Founded 1883
A quarter of a century before St. Michael’s Parish began, the first settlers were visited by an itinerant Jesuit priest, Father Ignatius Maes, who had made his way
west from St. Mary’s Indian Mission. He is reported to have celebrated Mass in the log cabin of pioneer Michael Hogan, and that native Indians were in attendance, as well.
His successor, Jesuit Father Louis Dumortier, however, is credited with establishing the faith here and as far west as Ellsworth. He arrived at Chapman Creek, a settlement near the present-day town of Chapman, in 1958 and began construction of a stone church, St. Patrick’s, that was completed in 1866. He died in 1867 while tending to people stricken by cholera at Fort Harker, near Ellsworth.
When the town of Chapman sprung up closer to the railroad, plans were started to build a larger church there. St. Michael’s Parish began with the completion of the church in 1883. Its first resident pastor arrived in 1886.
In 1961, after St. Michael’s Church was renovated, the original St. Patrick’s Church northeast of town was restored. Located next to St. Patrick’s Cemetery, it was used each year for a Memorial Day Mass. In June 2008, a tornado that also caused considerable damage in Chapman demolished St. Patrick’s. St. Michael’s, one of four churches in Chapman, was the only one spared in the storm. A memorial at the St. Patrick’s site was dedicated in 2010.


WHAT YOU ARE ASKED TO DO: Each line that contains "background" needs to be copied from the listing.

=== Begin Enclosure ===

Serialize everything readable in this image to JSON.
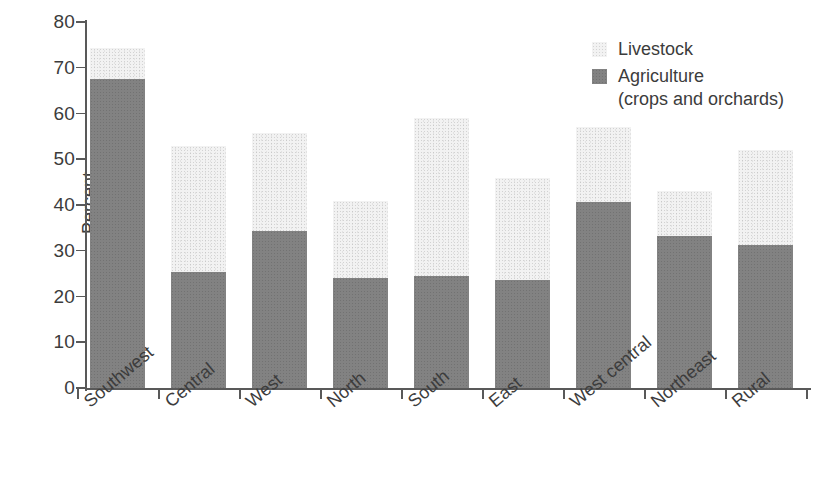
{
  "chart_data": {
    "type": "bar",
    "subtype": "stacked-bar",
    "title": "",
    "xlabel": "",
    "ylabel": "Percent",
    "ylim": [
      0,
      80
    ],
    "yticks": [
      0,
      10,
      20,
      30,
      40,
      50,
      60,
      70,
      80
    ],
    "ytick_labels": [
      "0",
      "10",
      "20",
      "30",
      "40",
      "50",
      "60",
      "70",
      "80"
    ],
    "grid": false,
    "legend_position": "top-right",
    "categories": [
      "Southwest",
      "Central",
      "West",
      "North",
      "South",
      "East",
      "West central",
      "Northeast",
      "Rural"
    ],
    "series": [
      {
        "name": "Agriculture (crops and orchards)",
        "color": "#828282",
        "values": [
          67.6,
          25.4,
          34.3,
          24.0,
          24.4,
          23.6,
          40.6,
          33.2,
          31.2
        ]
      },
      {
        "name": "Livestock",
        "color": "#f2f2f2",
        "values": [
          6.7,
          27.6,
          21.5,
          16.8,
          34.6,
          22.4,
          16.4,
          9.8,
          20.8
        ]
      }
    ],
    "totals": [
      74.3,
      53.0,
      55.8,
      40.8,
      59.0,
      46.0,
      57.0,
      43.0,
      52.0
    ],
    "annotations": []
  },
  "legend": {
    "items": [
      {
        "label": "Livestock",
        "sublabel": "",
        "swatch": "#f2f2f2"
      },
      {
        "label": "Agriculture",
        "sublabel": "(crops and orchards)",
        "swatch": "#828282"
      }
    ]
  }
}
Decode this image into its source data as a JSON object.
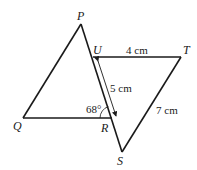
{
  "diagram": {
    "points": {
      "P": {
        "label": "P",
        "x": 81,
        "y": 24
      },
      "U": {
        "label": "U",
        "x": 93,
        "y": 57
      },
      "T": {
        "label": "T",
        "x": 181,
        "y": 57
      },
      "Q": {
        "label": "Q",
        "x": 23,
        "y": 118
      },
      "R": {
        "label": "R",
        "x": 112,
        "y": 118
      },
      "S": {
        "label": "S",
        "x": 122,
        "y": 152
      }
    },
    "measurements": {
      "UT": "4 cm",
      "UR": "5 cm",
      "TS": "7 cm",
      "angle_PRQ": "68°"
    },
    "colors": {
      "line": "#1a1a1a",
      "background": "#ffffff"
    }
  }
}
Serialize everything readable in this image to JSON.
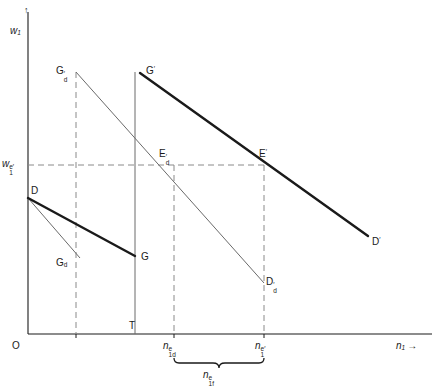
{
  "figure": {
    "type": "economics-diagram",
    "background": "#ffffff",
    "ink": "#1a1a1a",
    "thin_line": "#555555",
    "dashed_line": "#808080"
  },
  "axes": {
    "y_axis_label": "w",
    "y_axis_sub": "1",
    "y_axis_arrow": "↑",
    "x_axis_label": "n",
    "x_axis_sub": "1",
    "x_axis_arrow": "→",
    "origin_label": "O"
  },
  "ticks": {
    "y": [
      {
        "name": "equilibrium-wage",
        "base": "w",
        "sub": "1",
        "sup": "e′",
        "value_y": 165
      }
    ],
    "x": [
      {
        "name": "n1ed",
        "base": "n",
        "sub": "1d",
        "sup": "e",
        "value_x": 174
      },
      {
        "name": "n1e-prime",
        "base": "n",
        "sub": "1",
        "sup": "e′",
        "value_x": 264
      }
    ]
  },
  "points": [
    {
      "name": "Gd-prime",
      "base": "G",
      "sub": "d",
      "sup": "′",
      "x": 76,
      "y": 72
    },
    {
      "name": "G-prime",
      "base": "G",
      "sub": "",
      "sup": "′",
      "x": 140,
      "y": 72
    },
    {
      "name": "Ed-prime",
      "base": "E",
      "sub": "d",
      "sup": "′",
      "x": 163,
      "y": 165
    },
    {
      "name": "E-prime",
      "base": "E",
      "sub": "",
      "sup": "′",
      "x": 264,
      "y": 165
    },
    {
      "name": "D",
      "base": "D",
      "sub": "",
      "sup": "",
      "x": 28,
      "y": 198
    },
    {
      "name": "D-prime",
      "base": "D",
      "sub": "",
      "sup": "′",
      "x": 368,
      "y": 236
    },
    {
      "name": "Dd-prime",
      "base": "D",
      "sub": "d",
      "sup": "′",
      "x": 264,
      "y": 283
    },
    {
      "name": "Gd",
      "base": "G",
      "sub": "d",
      "sup": "",
      "x": 76,
      "y": 263
    },
    {
      "name": "G",
      "base": "G",
      "sub": "",
      "sup": "",
      "x": 135,
      "y": 258
    },
    {
      "name": "T",
      "base": "T",
      "sub": "",
      "sup": "",
      "x": 135,
      "y": 334
    }
  ],
  "brace": {
    "name": "n1f-bracket",
    "base": "n",
    "sub": "1f",
    "sup": "e",
    "from_x": 174,
    "to_x": 264
  }
}
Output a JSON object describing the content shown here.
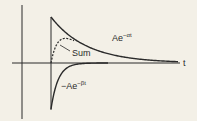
{
  "diagram": {
    "labels": {
      "t_axis": "t",
      "positive_curve": "Ae",
      "positive_exp": "−αt",
      "sum": "Sum",
      "negative_curve": "−Ae",
      "negative_exp": "−βt"
    },
    "curves": [
      {
        "name": "Ae^(-alpha t)",
        "style": "solid",
        "sign": "positive",
        "decay": "slow"
      },
      {
        "name": "-Ae^(-beta t)",
        "style": "solid",
        "sign": "negative",
        "decay": "fast"
      },
      {
        "name": "Sum",
        "style": "dashed"
      }
    ],
    "colors": {
      "ink": "#2a2a2a",
      "paper": "#f3f0e7"
    }
  }
}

=== End Enclosure ===

ANSWER SECTION:
      "background": "#ffffff"
    "background": "#ffffff",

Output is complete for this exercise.